Copyright: COPYRIGHT 2016 Southern Historical Association
http://www.uga.edu/~sha
Clyde Warrior: Tradition, Community, and Red Power. By Paul R. McKenzie-Jones. (Norman: University of Oklahoma Press, 2015. Pp. xxii, 234. $29.95, ISBN 978-0-8061-4705-5.)
Not infrequently, popular and even some scholarly accounts have offered a simplistic rendering of the political, social, and intellectual resurgence in Indian country after World War II, often encapsulating and equating it with the American Indian Movement and its telegenic leadership. In his new biography of Clyde Warrior, Paul R. McKenzie-Jones has offered a much-needed and welcome corrective.

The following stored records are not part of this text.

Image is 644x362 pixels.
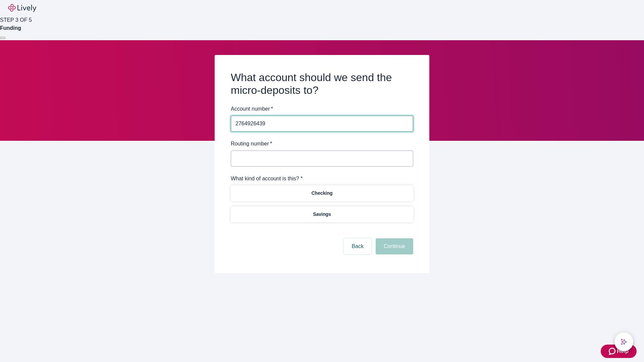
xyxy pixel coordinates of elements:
label: What kind of account is this? * [231,175,302,182]
button: chat [614,332,633,351]
button: Savings [231,206,413,222]
p: Checking [311,190,332,197]
h2: What account should we send the micro-deposits to? [231,71,413,97]
button: Checking [231,185,413,201]
img: Lively [8,4,36,12]
svg: Zendesk support icon [608,347,617,355]
p: Savings [313,211,331,218]
button: Zendesk support iconHelp [601,344,636,358]
svg: Lively AI Assistant [620,338,627,345]
button: Back [344,238,372,254]
label: Routing number [231,140,272,148]
span: Help [617,347,629,355]
label: Account number [231,105,273,113]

Written in a readable style, this well-researched and well-rounded monograph tells the life story of a neglected political leader, while also offering a culturally relevant account of the broader movement for American Indian self-determination, its intellectual roots, and the context that animated it. In his short life, Warrior, a dynamic thinker, eloquent speaker, and charismatic leader, laid the foundation for and helped coin the phrase "Red Power." He cofounded the National Indian Youth Council (NIYC), played a key role in indigenous activism in the 1960s, and spearheaded efforts to foster self-determination, reclaim treaty rights, and promote culturally grounded education. Sadly, he died from liver disease at the age of twenty-eight, yet he left a lasting imprint on indigenous politics.

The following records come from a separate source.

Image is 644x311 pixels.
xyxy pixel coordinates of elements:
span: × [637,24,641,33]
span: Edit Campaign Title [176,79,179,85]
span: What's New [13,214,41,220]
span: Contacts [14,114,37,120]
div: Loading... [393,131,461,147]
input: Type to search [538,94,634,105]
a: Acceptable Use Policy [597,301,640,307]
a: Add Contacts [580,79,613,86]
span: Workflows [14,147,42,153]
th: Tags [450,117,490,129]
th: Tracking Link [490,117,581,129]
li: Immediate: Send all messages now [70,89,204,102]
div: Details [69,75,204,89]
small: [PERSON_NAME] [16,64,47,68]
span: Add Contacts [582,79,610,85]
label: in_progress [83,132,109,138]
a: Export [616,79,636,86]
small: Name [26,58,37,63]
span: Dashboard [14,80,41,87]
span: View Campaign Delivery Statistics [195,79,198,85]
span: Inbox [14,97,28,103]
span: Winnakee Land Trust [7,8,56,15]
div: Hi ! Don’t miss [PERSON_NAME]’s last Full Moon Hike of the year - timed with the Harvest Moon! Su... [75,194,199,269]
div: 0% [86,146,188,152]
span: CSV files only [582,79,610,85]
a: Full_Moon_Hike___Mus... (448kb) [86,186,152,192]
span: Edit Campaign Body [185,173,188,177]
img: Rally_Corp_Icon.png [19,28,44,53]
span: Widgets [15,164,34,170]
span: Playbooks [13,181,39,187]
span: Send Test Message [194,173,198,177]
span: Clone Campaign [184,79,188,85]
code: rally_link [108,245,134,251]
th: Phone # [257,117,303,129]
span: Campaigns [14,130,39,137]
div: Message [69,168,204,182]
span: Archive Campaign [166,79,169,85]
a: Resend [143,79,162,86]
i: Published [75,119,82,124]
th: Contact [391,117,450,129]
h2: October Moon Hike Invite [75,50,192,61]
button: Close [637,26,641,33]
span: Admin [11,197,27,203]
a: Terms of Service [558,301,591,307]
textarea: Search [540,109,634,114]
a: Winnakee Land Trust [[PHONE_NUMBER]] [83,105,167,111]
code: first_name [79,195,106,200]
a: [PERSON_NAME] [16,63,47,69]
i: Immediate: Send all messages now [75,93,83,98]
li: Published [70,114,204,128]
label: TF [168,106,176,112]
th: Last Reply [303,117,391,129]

McKenzie-Jones is not content to simply narrate a series of events. He also nicely highlights the experiences and traces the influences that shaped Warrior and his impact. First, McKenzie-Jones emphasizes the importance of Ponca culture, history, and identity, providing readers with a succinct introduction. Noting that Warrior was raised in accordance with traditional ways on the Ponca reservation and that he always foregrounded his tribal heritage and identity throughout his political career, McKenzie-Jones argues that this traditionalism made Warrior distinct. Second, McKenzie-Jones underscores the diverse encounters and exchanges of Warrior's youth. On the one hand, the author points to the ways that the intercultural spaces of Indian hobbyists and mainstream education informed Warrior's worldview. On the other hand, McKenzie-Jones directs attention to the centrality of intertribalism in Warrior's youth, especially the interface with other tribal communities and traditions, perhaps best exemplified by his rise to excellence on the powwow circuit. Third, McKenzie-Jones explores the formative significance of formal and informal interactions with other American Indians in the workshops, the organizations (notably the Southwest Regional Indian Youth Council, the forerunner of NIYC), and the political actions associated with the nascent movement. This unique nexus of influences proved pivotal to Warrior, according to McKenzie-Jones, and it laid the foundation for a Red Power movement that emerged well before the American Indian Movement and was also quite ideologically and politically distinct from other freedom struggles at the time, including the civil rights movement and Black Power.
In this account, McKenzie-Jones has carefully reconstructed a life and made sense of a time. In the process, he not only recovers an important historical figure too long forgotten but also offers a fuller understanding of a political movement, its unique origins, and its living legacy. That he did both with such respect and relevance ensures that the book will make a lasting contribution.
C. RICHARD KING
Washington State University
King, C. Richard
Source Citation (MLA 8th Edition)
King, C. Richard. "Clyde Warrior: Tradition, Community, and Red Power." Journal of Southern History, vol. 82, no. 3, 2016, p. 724+. General OneFile, go.galegroup.com/ps/i.do?p=ITOF&sw=w&u=schlager&v=2.1&id=GALE%7CA460447811&it=r&asid=b7486487d4ab152e16f7a427507898f5. Accessed 5 Mar. 2017.